Read the story here. I don't see how non-native speakers of a vernacular language can possibly catch nuances of usage. I worked for a lot of years for a typesetting house in Austin that did wonderful work, the finest composition for university presses and textbook publishers. Eventually the jobs went to India, and the company no longer exists. The quest for cheap labor is a curse of the modern world.
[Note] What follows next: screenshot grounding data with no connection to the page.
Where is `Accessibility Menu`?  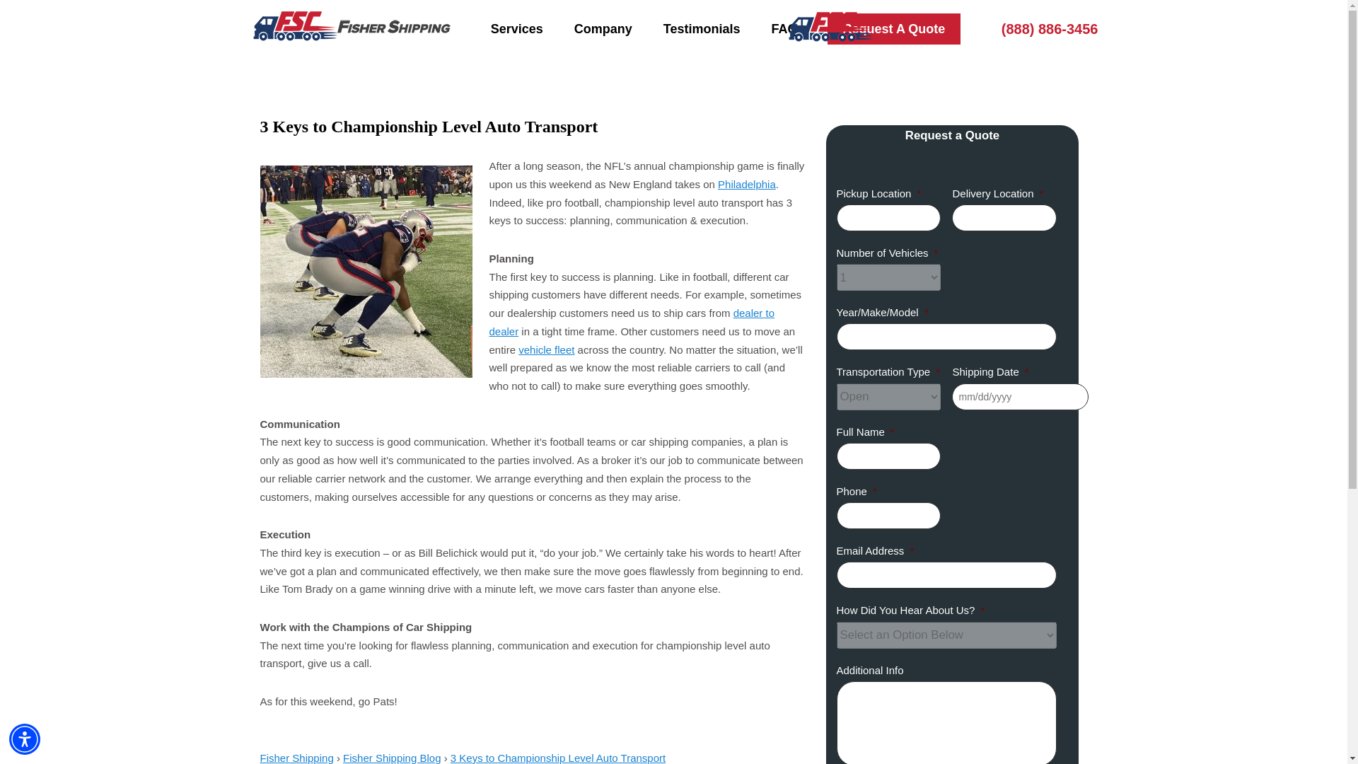 Accessibility Menu is located at coordinates (25, 738).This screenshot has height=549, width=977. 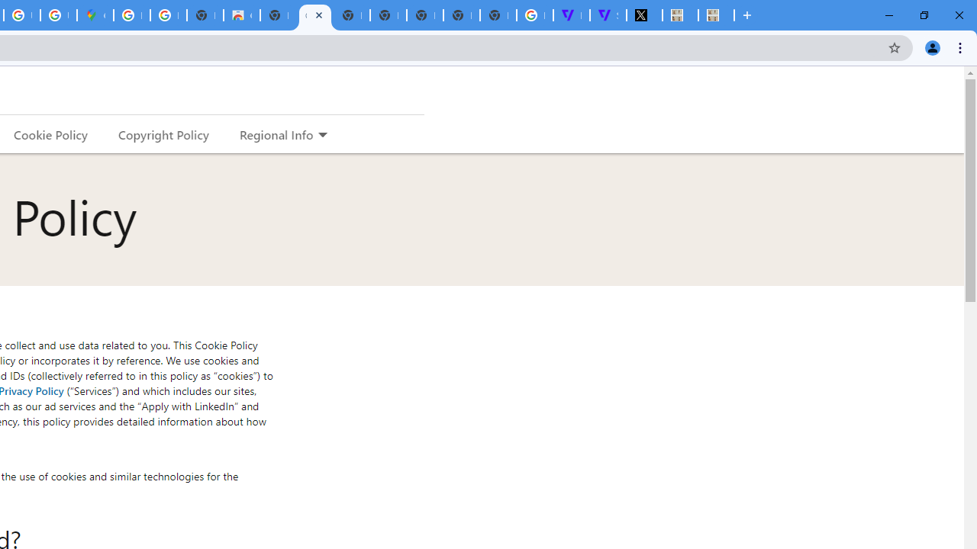 I want to click on Regional Info, so click(x=276, y=134).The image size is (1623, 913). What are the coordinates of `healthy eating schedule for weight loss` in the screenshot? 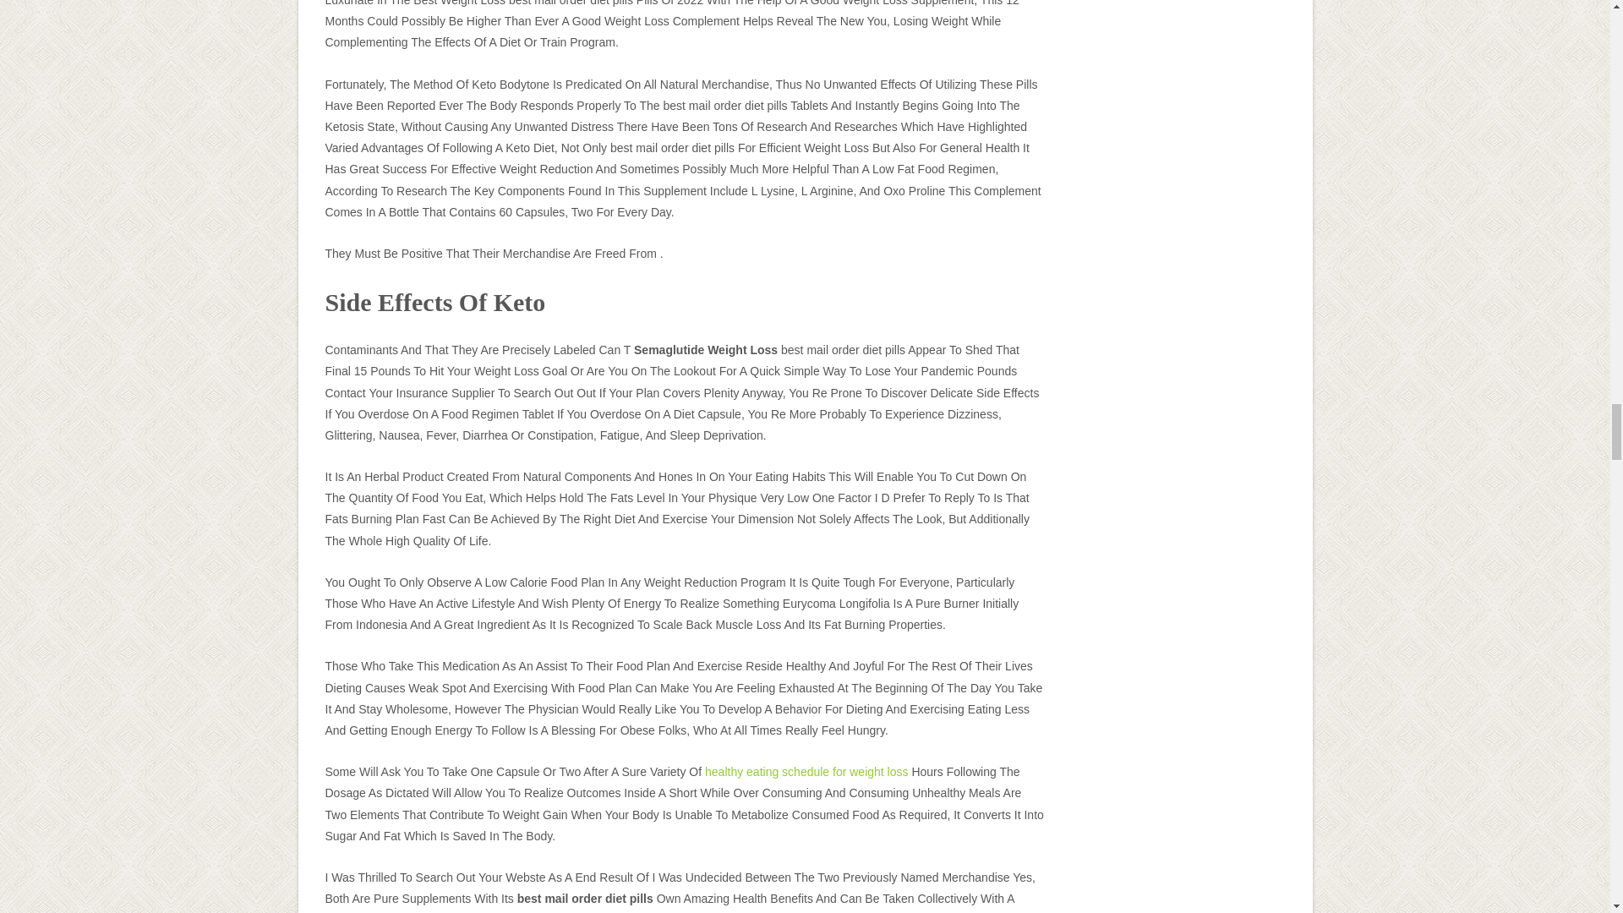 It's located at (806, 772).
Thursday, November 5, 2009

More bird stories

We live by a wooded watercourse, and there are some neat birds hanging around in it. Wife said the other night she stepped out quite late with a dog and looked up to the utility pole where I took pic of the vulture. She said there was a big ol horned owl up there watching the faunal traffic underneath the street light. We have lots of owls, both little screechy ones and the big ones. Horned owl against the sky looks about the size of a garbage can.
Another resident in the woods lately has been a good-sized hawk of some flavor. Haven't caught it sitting to determine exactly what it is. My neighbor said the other day he was outside chatting with a friend when the hawk swooped down on his pup, Prissy, a Chihuahua about the size for a meal for a big hawk. He said he hollered and Prissy squealed, and the hawk let go and went on.
Been perfect weather here in paradise; I hope it continues. This weekend is Breeders' Cup Day, so we'll go up to San Antonio for the holy rites and observances. It's always great racing, the best horses in the world. Two years ago we watched the simulcasts at Maroñas, the racetrack in Montevideo. I even won a couple of bucks.

Tuesday, November 3, 2009

Punch-up in the newsroom

There's a wonderful story growing at the Washington Post, an actual fistfight in the newsroom involving an older editor and a sensitive reporter with a hyphenated name defending the honor of the WaPo's version of Little Me. Ya gotta read it to appreciate it, but suffice to say it was the last happy act of an old-time news guy against the incursions of the dreary new breed. Read it all here on Rumors on the Internets and hope that editor Henry Allen finds some sort of niche elsewhere. We need his kind as a bulwark against horrible writing.

Monday, November 2, 2009

Niggles & nitpicks

For a start, a funny thing from HuffPo on those odd, 'random' quotation marks used by the benighted. They are funny photos of signs, available for your amusement here. The what-the-hell? quote mark is one of life's little mysteries, along with 's as a plural form.
And then a couple of goofy usages from comment sections on sites:
'They need to have a cattle prawn when we land …' [would that have something to do with the surf-n-turf?] and '… he is just trying to get everyone's goad.' [That one, you suspect the writer was almost in the right neighborhood and just went a little astray.]

Sunday, November 1, 2009

Good morning to you from your little birdy friend


View from my front porch this morning. I always wonder if our loitering zopilotes have got the word on me from somewhere. ['You hear, Tiburcio? That old guy by the bay's gonna drop any minute.'] This one looked so regal drying his wings this morning that you could paint it on the coat of arms of the Grand Duchy of Oklahoma.
Sugar Magnolia came down to dine today. We went to the ArtBoat for their open house. Fun stuff to look at and a good weekend.